Fig. 5 Locations of baboon sightings (Stoltz and Keith, 1973) compared to the mean minimum temper- ature of the coolest month. day range. It may be that the baboons in the Limpopo region are merely utilizing higher (therefore cooler) ground as a result of anthropogenic pressures. However, the same may not be true for the Zambezi region, where the inhabited cooler area is lower in altitude than surrounding areas. With this selection of cooler areas considered, the use of the Drakensberg Mountains for a refuge may be a reasonable compromise for a primate that is more suited to cooler temperatures. Our data suggest the baboons may be avoiding areas with the warmest minimum temperatures, as well as areas with highest maximum temperatures. Finally, the model shows regions of predicted habitat outside of southern Africa. Some of these form a corridor within the Rift valley. This is interesting because genetic and palaeontological studies have suggested that the genus Papio may have O.M.L. Stone et al. evolved in southern Africa (Delson 1984; Herries et al. 2009; Newman et al. 2004; Sithaldeen et al. 2009; Zinner et al. 2009). If this is correct, our model suggests the Rift valley could have offered a dispersal route. A similar corridor has also been proposed for hominins and other dispersals between eastern and southern Africa (Grubb et al. 1999).
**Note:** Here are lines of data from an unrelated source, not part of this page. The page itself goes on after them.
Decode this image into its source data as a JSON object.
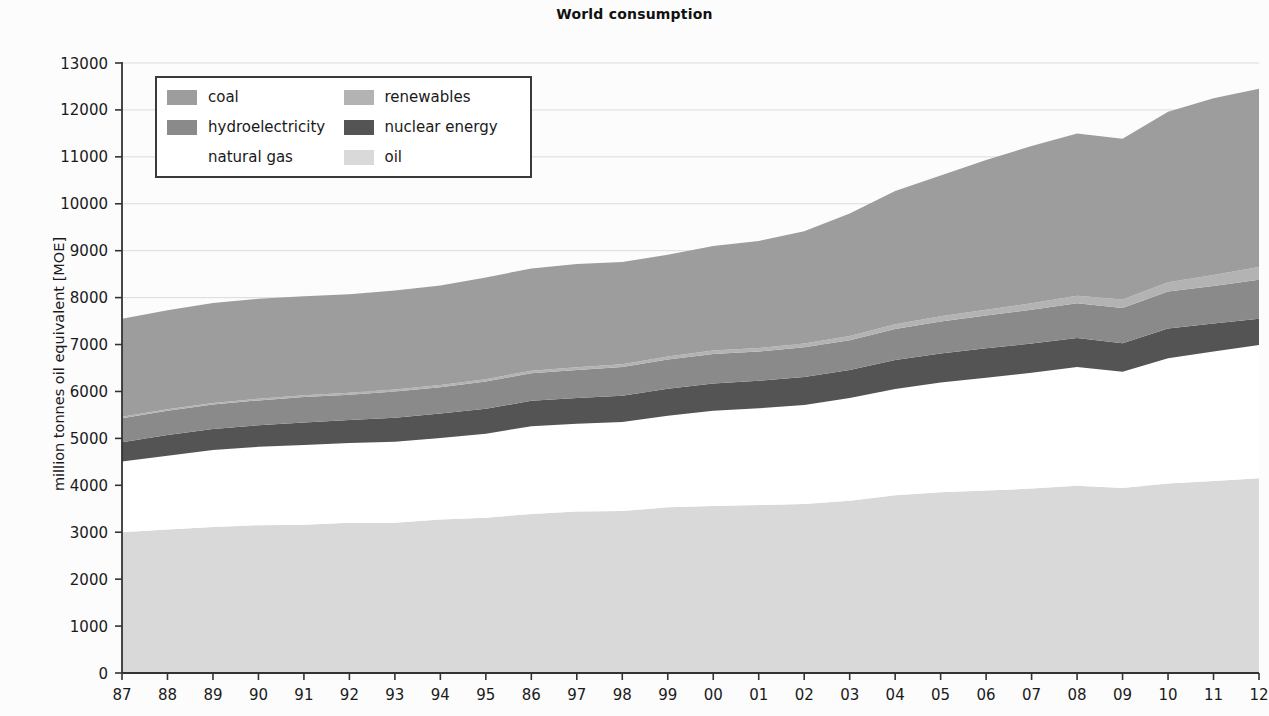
{
  "chart_data": {
    "type": "area",
    "stacked": true,
    "title": "World consumption",
    "xlabel": "",
    "ylabel": "million tonnes oil equivalent [MOE]",
    "ylim": [
      0,
      13000
    ],
    "ytick_step": 1000,
    "yticks": [
      "0",
      "1000",
      "2000",
      "3000",
      "4000",
      "5000",
      "6000",
      "7000",
      "8000",
      "9000",
      "10000",
      "11000",
      "12000",
      "13000"
    ],
    "grid": true,
    "grid_axis": "y",
    "legend_position": "upper-left-inside",
    "categories": [
      "87",
      "88",
      "89",
      "90",
      "91",
      "92",
      "93",
      "94",
      "95",
      "86",
      "97",
      "98",
      "99",
      "00",
      "01",
      "02",
      "03",
      "04",
      "05",
      "06",
      "07",
      "08",
      "09",
      "10",
      "11",
      "12"
    ],
    "stack_order_bottom_to_top": [
      "oil",
      "natural gas",
      "nuclear energy",
      "hydroelectricity",
      "renewables",
      "coal"
    ],
    "series": [
      {
        "name": "oil",
        "color": "#d9d9d9",
        "values": [
          3000,
          3060,
          3110,
          3150,
          3160,
          3200,
          3200,
          3270,
          3310,
          3390,
          3440,
          3450,
          3530,
          3560,
          3580,
          3600,
          3670,
          3790,
          3850,
          3890,
          3930,
          3990,
          3940,
          4040,
          4090,
          4150
        ]
      },
      {
        "name": "natural gas",
        "color": "#ffffff",
        "values": [
          1510,
          1570,
          1640,
          1670,
          1700,
          1700,
          1730,
          1740,
          1790,
          1870,
          1870,
          1900,
          1950,
          2030,
          2060,
          2110,
          2190,
          2260,
          2340,
          2400,
          2470,
          2530,
          2480,
          2670,
          2760,
          2840
        ]
      },
      {
        "name": "nuclear energy",
        "color": "#545454",
        "values": [
          410,
          440,
          450,
          460,
          480,
          490,
          510,
          520,
          530,
          540,
          550,
          560,
          580,
          580,
          590,
          600,
          600,
          620,
          620,
          630,
          620,
          620,
          610,
          630,
          600,
          560
        ]
      },
      {
        "name": "hydroelectricity",
        "color": "#8a8a8a",
        "values": [
          510,
          520,
          520,
          530,
          540,
          540,
          560,
          560,
          580,
          590,
          600,
          610,
          620,
          630,
          620,
          630,
          630,
          660,
          680,
          700,
          720,
          740,
          750,
          790,
          800,
          830
        ]
      },
      {
        "name": "renewables",
        "color": "#b3b3b3",
        "values": [
          30,
          32,
          34,
          36,
          38,
          40,
          43,
          46,
          49,
          53,
          57,
          61,
          66,
          71,
          77,
          83,
          91,
          100,
          111,
          124,
          140,
          159,
          178,
          200,
          230,
          270
        ]
      },
      {
        "name": "coal",
        "color": "#9d9d9d",
        "values": [
          2090,
          2110,
          2130,
          2130,
          2110,
          2100,
          2110,
          2120,
          2170,
          2180,
          2200,
          2180,
          2170,
          2230,
          2280,
          2390,
          2610,
          2840,
          3000,
          3190,
          3350,
          3460,
          3430,
          3630,
          3770,
          3800
        ]
      }
    ]
  },
  "legend": {
    "entries": [
      {
        "label": "coal",
        "color": "#9d9d9d"
      },
      {
        "label": "renewables",
        "color": "#b3b3b3"
      },
      {
        "label": "hydroelectricity",
        "color": "#8a8a8a"
      },
      {
        "label": "nuclear energy",
        "color": "#545454"
      },
      {
        "label": "natural gas",
        "color": "#ffffff"
      },
      {
        "label": "oil",
        "color": "#d9d9d9"
      }
    ]
  },
  "style": {
    "axis_color": "#333333",
    "grid_color": "#dcdcdc",
    "background": "#fcfcfc",
    "plot_background": "#ffffff"
  }
}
The current environmental conditions (cooling from an interglacial maximum) used to predict these regions would have recurred periodically through the glacial–interglacial cycling of the Quaternary, notably during Marine IsotopeStages5,9,and11(Berger2008; Chapman et al. 1999;Emilianiand Shackleton 1974).

Conclusions

This is the first quantitative predictive model for the distribution of chacma baboons across southern Africa based on the major environmental parameters known to influence their distribution. It predicts the historical habitat and therefore likely distribution before significant recent anthropogenic land alteration. Our model marks the first step in providing a baseline for future quantitative modeling needed for more detailed population and distribution assessments as well as analyses of long-term trends. It predicts that many areas presently known to be inhabited by baboons are unsuitable or marginal habitat, although it is calibrated using contemporary popula- tion distributions. Not surprisingly, South Africa contains the largest area of predicted habitat for chacma baboons, whereas most of Mozambique falls outside of the 95 % range limit. The model implies that hotter temperatures are more limiting for this species than cooler temperatures, with chacma baboons utilizing the cooler temper- ature refuge areas. Our model suggests that occupation of areas such as the Drakensburg Mountains may result from recent anthropogenic impact, with the primates selecting the colder largely undisturbed areas rather than occupying regions of prime habitat extensively altered by humans.

Acknowledgments Amathole Museum, Ezemvelo Wildlife, Iziko South African Museum, National Museum Bloemfontein, and the Ditsong National Museum of Natural History (formerly the Transvaal Museum) provided location data. We thank two anonymous reviewers, whose comments improved this manuscript. A. I. R. Herries was supported by an Australian Research Fellowship as part of ARC Discovery Grant DP0877603.